Inspiring Innovation through
Design
Thinking – III
The mission of design thinking is to translate
observations into insights and insights into products and services that will
improve lives. So what is needed is
observing people at a fundamental level, by
empathising, standing in the shoes of others. Empathy is the effort to see the world
through the eyes of others, understand the world through their experiences, and
feel the world through their emotions.
ABC Channel's 'Nightline' is a latenight news
program for in-depth reporting on major news stories. In one of the shows they
challenged IDEO to take an old and familiar thing, say a shopping cart and redesign
within five days. The design teamcomprised an engineer, a MBA graduate, a psychologist,
a biologist, a marketing expert, and a linguist.
IDEO’s model of design thinking is,
Understand, Explore,
Prototype and Evaluate. On the first day,after
a brief discussion, the group went to the field to observe actual users, manufacturers,
repairers, handlers,supermarket sales people, supervisors, babies, counter
staff etc. The main issues they focussed are safety, convenience of
handling and flexibility. When they returned
with a flood of data and ideas, they randomly collect all of them and
display them, sieve out non-important ideas
and go on building on others ideas. Simultaneously, they started making the prototype
in their workshop.
The final design ended up as the one – very
safe for babies (22000 babies meet with injuries every year,) No basket (merchandise
come in different shapes and
sizes and cannot be accommodated with the
standard basket,) bags can be hung on hooks, wheels turn 90 degrees, move forward,
backward and sideways (lot of
traffic jam in crowded areas in the supermarkets,)
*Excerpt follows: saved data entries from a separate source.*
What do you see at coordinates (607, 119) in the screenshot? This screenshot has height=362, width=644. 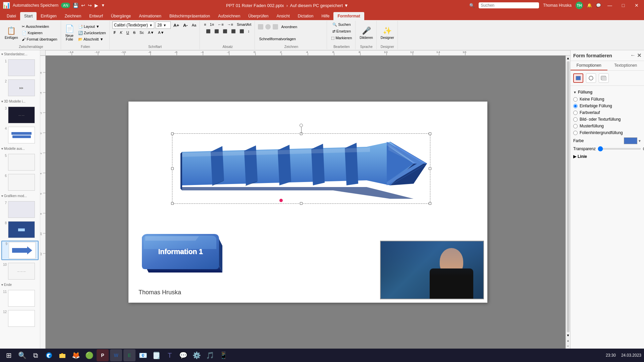 I see `fill-picture-option: Bild- oder Texturfüllung` at bounding box center [607, 119].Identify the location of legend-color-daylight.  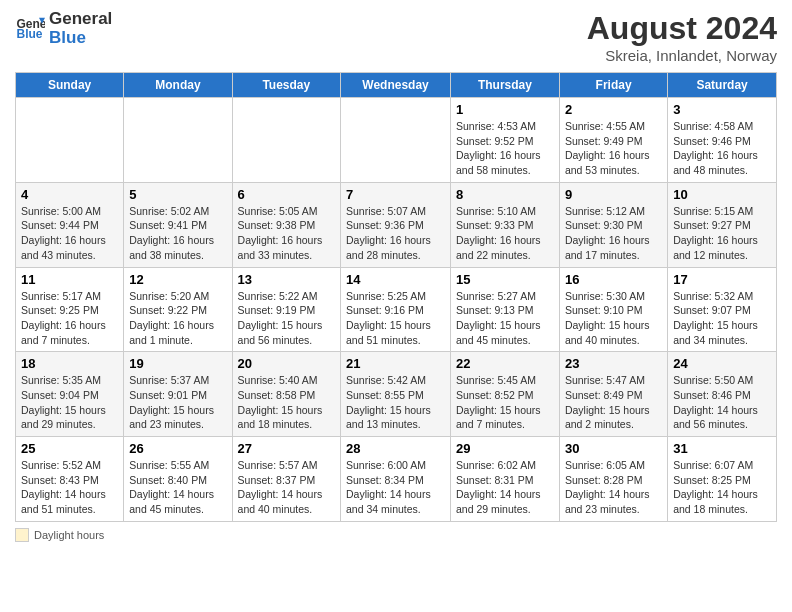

facility to talk to the staff / supervisor remotely (you don’t have to search
for a staff for queries,) high-tech cart with scanner and self-checkout (don’t
have to wait in long queues in the checkout counters) etc. We can note that all
these features are put in by closely observing the
users of carts and feeling their
difficulties, i.e., empathising with them.
IBM uses ‘Agile Methodology’ - a project management
approach, to lead project management teams, develop and deliver high quality
products and best practices
(human-centered outcomes, for the speed and
scale of the modern enterprise) to the market by observing and answering these questions:
who is the real user? what they think, what they feel, what they see, hear and
do?
In another project IDEO, who were commissioned
by SSM DePaul Health Centre to design a new wing of the
hospital, adopted a new and radical ‘codesign’
process that would join designers and health care professionals in
a common effort. One of the core team members
Kristian Simsarian, with highly specialised expertise in the ethnographic study
set out to capture the patient
experience. (Ethnography is the study of people
in their own environment through the use of methods such as participant observation
and face-to-face interviewing.)
The best way is to check in to the hospital and
go through the emergency room experience, for admission to examination as if he
were a patient.
Pretending as affected by a leg injury, Kristian
placed himself in to the shoes – and in fact onto a wheeled stretcher – of the average
emergency room patient. He saw firsthand how disorienting the check in process
is. He experienced the frustration of being asked to wait, without ever being told
what he was waiting for, why, or how long. He felt the anxiety of being wheeled
by an unidentified staffer down a long corridor through a pair of frightening
huge double doors into the glare of emergency room. We all have had the first
person, such
first time experiences everywhere. With a video
camera, Kristian captured a patient’s experience in a way that no doctor,
nurse, or an ambulance driver could get.
The team reviewed the unedited video and
identified opportunities for improving the patient experience. Moreover they made
a larger discovery – the acoustic
ceilings tiles, look-alike hallways, and featureless
waiting areas – these details, not the efficiency of the staff or the quality of
the facilities, were key to the new design.
The patient’s experience of the lack of transparency
of the hospital process was the thrust of the video. The team members experienced
the anxiety and boredom of
such a situation where one feels lost, uninformed,
and not in control.
The hospital was focusing on the insurance
verification, medical prioritization, and bed allocation etc. which made the
patient experience ofstress as even worse.
From these observations the team concluded
that the hospital needed to balance its requirements with an
empathetic concern for the human side of the
equation.
This insight became the basis of a
farreaching
programme of 'codesign' in which IDEO team
worked with DePaul hospital staff to explore hundreds of
opportunities to improve the patient experience.
Design thinking, in one way, at the macro
level, is leading to incremental innovation only, improving the existing things.
However at the micro level, it brings out several radical or break-through innovations.